Or is it Lewis Guittar? I always find these things when I'm searching for something else. This is an interesting summary of his story, though.
Enjoy!
DNA-Match with Lewis Guittar the French Pirate (1667
Brittany - 1700 London)?
THE FRENCH PIRATE LEWIS GUITTAR was
born during the Golden Age of Piracy in Brittany ca. 1667 and spent 20 years in
Santo Domingo in Hispaniola. Guittar later testified he was living at Pointe au
Gravois, when around December 1699 a sloop of pirates ordered him aboard and
forced him -- told him they wanted him to be their captain. A pirate witness
Pelletier later testified that Guittar had refused to join, but that Pelletier
and the other pirates had made Guittar their captain anyway.
Capt. Guittar sometimes wore a golden toothpick on a golden necklace. Described
by the master of a captured ship, “The Captain was a man of middle stature,
square-shouldered, large jointed, lean, much disfigured with the smallpox,
broad speech, thick-lipped, a blemish or cast in his left eye, but
courteous."
Capt. Guittar began in the Caribbean and moved on to the Chesapeake Bay, taking
at least nine merchant ships, including the Dutch ship La Paix. The pirates
took many English prisoners, beating and torturing them to force them to turn
pirate. The master of the Friendship of Belfast was killed when the pirates
fired on his ship. The Pennsylvania Merchant was plundered and burned for
resisting the pirates. Capt. Guittar took four ships in the Chesapeake Bay on
28 April 1700.
Alerted, Capt. John Aldred of the HMS Essex Prize in the Chesapeake Bay came
ashore the same day. He told British Governor-General of Virginia Francis
Nicholson that a pirate ship was in Lynnhaven Bay of the Chesapeake. Posting a
reward of 20 pounds for killing or capturing any pirate, Gov. Nicholson went on
board the under-manned 28-gun British guardship HMS Shoreham under Capt.
William Passenger with customs agent Peter Hayman, Esq. They sailed up the
James River and into Lynnhaven Bay.
Early the next morning the Shoreham fired on Capt. Guittar aboard his 84-foot,
28-gun pirate ship La Paix when many pirates were drunk. Capt. Guittar and his
crew fought under the blood red pirate's flag for many hours. After seven hours
of courageous conduct, firing into the pirates' ship, Peter Hayman was slain
with small shot from the pirates while standing next to Gov. Nicholson on the
quarter deck. Maneuvering skillfully back and forth and firing with larger
guns, Capt. Passenger finally obtained the advantage after eight hours. The
pirate ship, unable to steer and with its masts and sails shot away, became
grounded, with 25-30 pirates killed.
The pirates decided to blow up their own ship if they could not go free. Capt.
Guittar ordered a captive passenger to swim to the Shoreham and tell them the
pirates would blow up their own ship with many innocent captives on board in
the hold of the ship if they weren't granted quarter and pardon. (Guittar
himself later testifed he had opposed blowing up the ship, and had set two
sentinels to guard the powder barrels.) Gov. Nicholson granted quarter, but not
pardon, and referred the pirates to the King's mercy. Capt. Guittar then
surrendered, giving up 40-50 English captives, and 124 pirates were taken
prisoner.
Capt. Guittar and his crew were later put on trial. Four pirate crew members
were convicted and hanged on gibbets at various public places around the
Chesapeake Bay as a terrible warning to other pirates. Sensitively, the Judge
ordered the bodies to be left hanging on a good strong chain or rope "till
they rot and fall away." Capt. Guittar and the rest of the crew were
transported to England for trial, with special orders that Capt. Guittar be
transported on a ship with no other pirates.
Capt. Guittar and the entire crew pleaded quarter as a defense plus the
pirate's invariable defense -- "Those other wicked pirates forced me to
serve against my will." But, as usual, the forced-to-serve defense failed
because the defendants couldn't prove it. The quarter defense failed because
quarter was granted only under the illegal threat of murder. Capt. Guittar and
his crew were well and truly hanged in 1700 for Piracy on the High Seas.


Where a picture appears, leave it out, and print the rest of the records as they are.

-*-*-

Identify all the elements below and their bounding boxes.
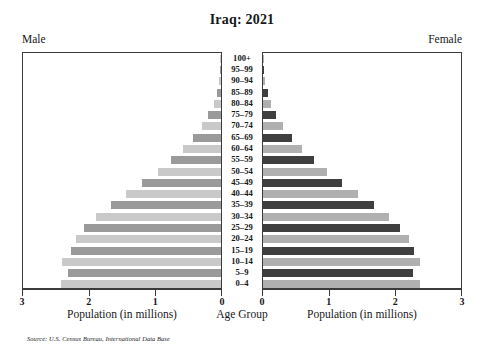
source-note: Source: U.S. Census Bureau, Internationa… xyxy=(27,335,170,342)
age-label-35–39: 35–39 xyxy=(222,200,262,208)
bar-male-95–99 xyxy=(220,66,221,74)
age-label-5–9: 5–9 xyxy=(222,268,262,276)
bar-female-45–49 xyxy=(263,179,342,187)
female-x-axis: 0123 xyxy=(262,289,462,297)
bar-male-85–89 xyxy=(217,89,221,97)
male-bars xyxy=(23,53,221,288)
bar-female-15–19 xyxy=(263,247,414,255)
bar-male-35–39 xyxy=(111,201,221,209)
bar-female-30–34 xyxy=(263,213,389,221)
tick-label-3: 3 xyxy=(20,296,25,307)
bar-male-60–64 xyxy=(183,145,221,153)
age-label-90–94: 90–94 xyxy=(222,76,262,84)
bar-female-0–4 xyxy=(263,280,420,288)
female-bars xyxy=(263,53,461,288)
bar-female-10–14 xyxy=(263,258,420,266)
chart-title: Iraq: 2021 xyxy=(0,12,484,28)
age-label-25–29: 25–29 xyxy=(222,223,262,231)
bar-male-55–59 xyxy=(171,156,221,164)
age-label-80–84: 80–84 xyxy=(222,99,262,107)
population-pyramid-chart: Iraq: 2021 Male Female 100+95–9990–9485–… xyxy=(0,0,484,357)
bar-female-5–9 xyxy=(263,269,413,277)
age-label-55–59: 55–59 xyxy=(222,155,262,163)
age-label-10–14: 10–14 xyxy=(222,257,262,265)
female-plot-panel xyxy=(262,52,462,289)
bar-female-40–44 xyxy=(263,190,358,198)
bar-male-50–54 xyxy=(158,168,221,176)
age-label-70–74: 70–74 xyxy=(222,121,262,129)
age-label-95–99: 95–99 xyxy=(222,65,262,73)
female-side-label: Female xyxy=(428,33,462,45)
bar-male-45–49 xyxy=(142,179,221,187)
bar-female-75–79 xyxy=(263,111,276,119)
male-x-axis: 3210 xyxy=(22,289,222,297)
tick-label-2: 2 xyxy=(86,296,91,307)
bar-female-70–74 xyxy=(263,122,283,130)
tick-label-1: 1 xyxy=(153,296,158,307)
age-label-30–34: 30–34 xyxy=(222,212,262,220)
male-side-label: Male xyxy=(22,33,46,45)
tick-label-0: 0 xyxy=(260,296,265,307)
age-label-65–69: 65–69 xyxy=(222,133,262,141)
age-label-15–19: 15–19 xyxy=(222,246,262,254)
bar-male-75–79 xyxy=(208,111,221,119)
bar-male-10–14 xyxy=(62,258,221,266)
bar-female-60–64 xyxy=(263,145,302,153)
age-label-85–89: 85–89 xyxy=(222,88,262,96)
bar-male-65–69 xyxy=(193,134,221,142)
age-label-50–54: 50–54 xyxy=(222,167,262,175)
male-plot-panel xyxy=(22,52,222,289)
bar-male-30–34 xyxy=(96,213,221,221)
bar-male-15–19 xyxy=(71,247,221,255)
bar-female-25–29 xyxy=(263,224,400,232)
tick-label-0: 0 xyxy=(220,296,225,307)
bar-male-90–94 xyxy=(219,77,221,85)
bar-male-5–9 xyxy=(68,269,221,277)
age-label-100+: 100+ xyxy=(222,54,262,62)
age-label-0–4: 0–4 xyxy=(222,279,262,287)
male-axis-caption: Population (in millions) xyxy=(22,308,222,320)
bar-male-70–74 xyxy=(202,122,221,130)
bar-female-95–99 xyxy=(263,66,264,74)
tick-label-1: 1 xyxy=(326,296,331,307)
bar-female-50–54 xyxy=(263,168,327,176)
bar-male-100+ xyxy=(220,55,221,63)
bar-female-85–89 xyxy=(263,89,268,97)
bar-female-80–84 xyxy=(263,100,271,108)
age-label-60–64: 60–64 xyxy=(222,144,262,152)
bar-female-90–94 xyxy=(263,77,265,85)
bar-male-20–24 xyxy=(76,235,221,243)
tick-label-3: 3 xyxy=(460,296,465,307)
age-label-20–24: 20–24 xyxy=(222,234,262,242)
bar-female-35–39 xyxy=(263,201,374,209)
bar-male-40–44 xyxy=(126,190,221,198)
bar-male-80–84 xyxy=(214,100,221,108)
bar-female-65–69 xyxy=(263,134,292,142)
bar-male-0–4 xyxy=(61,280,221,288)
bar-female-100+ xyxy=(263,55,264,63)
female-axis-caption: Population (in millions) xyxy=(262,308,462,320)
age-label-40–44: 40–44 xyxy=(222,189,262,197)
bar-male-25–29 xyxy=(84,224,221,232)
bar-female-55–59 xyxy=(263,156,314,164)
age-label-75–79: 75–79 xyxy=(222,110,262,118)
age-group-axis: 100+95–9990–9485–8980–8475–7970–7465–696… xyxy=(222,52,262,289)
tick-label-2: 2 xyxy=(393,296,398,307)
bar-female-20–24 xyxy=(263,235,409,243)
age-label-45–49: 45–49 xyxy=(222,178,262,186)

-*-*-

§ SOLUTION:
Identify all the elements below and their bounding boxes.
source-note: Source: U.S. Census Bureau, Internationa… xyxy=(27,335,170,342)
age-label-35–39: 35–39 xyxy=(222,200,262,208)
bar-male-95–99 xyxy=(220,66,221,74)
age-label-5–9: 5–9 xyxy=(222,268,262,276)
bar-female-45–49 xyxy=(263,179,342,187)
female-x-axis: 0123 xyxy=(262,289,462,297)
bar-male-85–89 xyxy=(217,89,221,97)
male-bars xyxy=(23,53,221,288)
bar-female-15–19 xyxy=(263,247,414,255)
bar-male-35–39 xyxy=(111,201,221,209)
bar-female-30–34 xyxy=(263,213,389,221)
tick-label-3: 3 xyxy=(20,296,25,307)
bar-male-60–64 xyxy=(183,145,221,153)
age-label-90–94: 90–94 xyxy=(222,76,262,84)
bar-female-0–4 xyxy=(263,280,420,288)
female-bars xyxy=(263,53,461,288)
bar-female-10–14 xyxy=(263,258,420,266)
chart-title: Iraq: 2021 xyxy=(0,12,484,28)
age-label-25–29: 25–29 xyxy=(222,223,262,231)
bar-male-55–59 xyxy=(171,156,221,164)
age-label-80–84: 80–84 xyxy=(222,99,262,107)
population-pyramid-chart: Iraq: 2021 Male Female 100+95–9990–9485–… xyxy=(0,0,484,357)
bar-female-5–9 xyxy=(263,269,413,277)
age-label-55–59: 55–59 xyxy=(222,155,262,163)
age-label-10–14: 10–14 xyxy=(222,257,262,265)
female-plot-panel xyxy=(262,52,462,289)
bar-female-40–44 xyxy=(263,190,358,198)
bar-male-50–54 xyxy=(158,168,221,176)
age-label-70–74: 70–74 xyxy=(222,121,262,129)
age-label-95–99: 95–99 xyxy=(222,65,262,73)
female-side-label: Female xyxy=(428,33,462,45)
bar-male-45–49 xyxy=(142,179,221,187)
bar-female-75–79 xyxy=(263,111,276,119)
male-x-axis: 3210 xyxy=(22,289,222,297)
tick-label-2: 2 xyxy=(86,296,91,307)
bar-female-70–74 xyxy=(263,122,283,130)
tick-label-1: 1 xyxy=(153,296,158,307)
age-label-30–34: 30–34 xyxy=(222,212,262,220)
male-side-label: Male xyxy=(22,33,46,45)
tick-label-0: 0 xyxy=(260,296,265,307)
age-label-65–69: 65–69 xyxy=(222,133,262,141)
age-label-15–19: 15–19 xyxy=(222,246,262,254)
bar-male-75–79 xyxy=(208,111,221,119)
bar-male-10–14 xyxy=(62,258,221,266)
bar-female-60–64 xyxy=(263,145,302,153)
age-label-85–89: 85–89 xyxy=(222,88,262,96)
bar-male-65–69 xyxy=(193,134,221,142)
age-label-50–54: 50–54 xyxy=(222,167,262,175)
male-plot-panel xyxy=(22,52,222,289)
bar-male-30–34 xyxy=(96,213,221,221)
bar-male-15–19 xyxy=(71,247,221,255)
bar-female-25–29 xyxy=(263,224,400,232)
tick-label-0: 0 xyxy=(220,296,225,307)
bar-male-90–94 xyxy=(219,77,221,85)
bar-male-5–9 xyxy=(68,269,221,277)
age-label-100+: 100+ xyxy=(222,54,262,62)
age-label-0–4: 0–4 xyxy=(222,279,262,287)
male-axis-caption: Population (in millions) xyxy=(22,308,222,320)
bar-male-70–74 xyxy=(202,122,221,130)
bar-female-95–99 xyxy=(263,66,264,74)
tick-label-1: 1 xyxy=(326,296,331,307)
bar-female-50–54 xyxy=(263,168,327,176)
bar-male-100+ xyxy=(220,55,221,63)
bar-female-85–89 xyxy=(263,89,268,97)
bar-female-80–84 xyxy=(263,100,271,108)
age-label-60–64: 60–64 xyxy=(222,144,262,152)
bar-female-90–94 xyxy=(263,77,265,85)
bar-male-20–24 xyxy=(76,235,221,243)
tick-label-3: 3 xyxy=(460,296,465,307)
age-label-20–24: 20–24 xyxy=(222,234,262,242)
bar-female-35–39 xyxy=(263,201,374,209)
bar-male-40–44 xyxy=(126,190,221,198)
bar-male-80–84 xyxy=(214,100,221,108)
bar-female-65–69 xyxy=(263,134,292,142)
bar-male-0–4 xyxy=(61,280,221,288)
bar-female-100+ xyxy=(263,55,264,63)
female-axis-caption: Population (in millions) xyxy=(262,308,462,320)
age-label-40–44: 40–44 xyxy=(222,189,262,197)
bar-male-25–29 xyxy=(84,224,221,232)
bar-female-55–59 xyxy=(263,156,314,164)
age-label-75–79: 75–79 xyxy=(222,110,262,118)
age-group-axis: 100+95–9990–9485–8980–8475–7970–7465–696… xyxy=(222,52,262,289)
tick-label-2: 2 xyxy=(393,296,398,307)
bar-female-20–24 xyxy=(263,235,409,243)
age-label-45–49: 45–49 xyxy=(222,178,262,186)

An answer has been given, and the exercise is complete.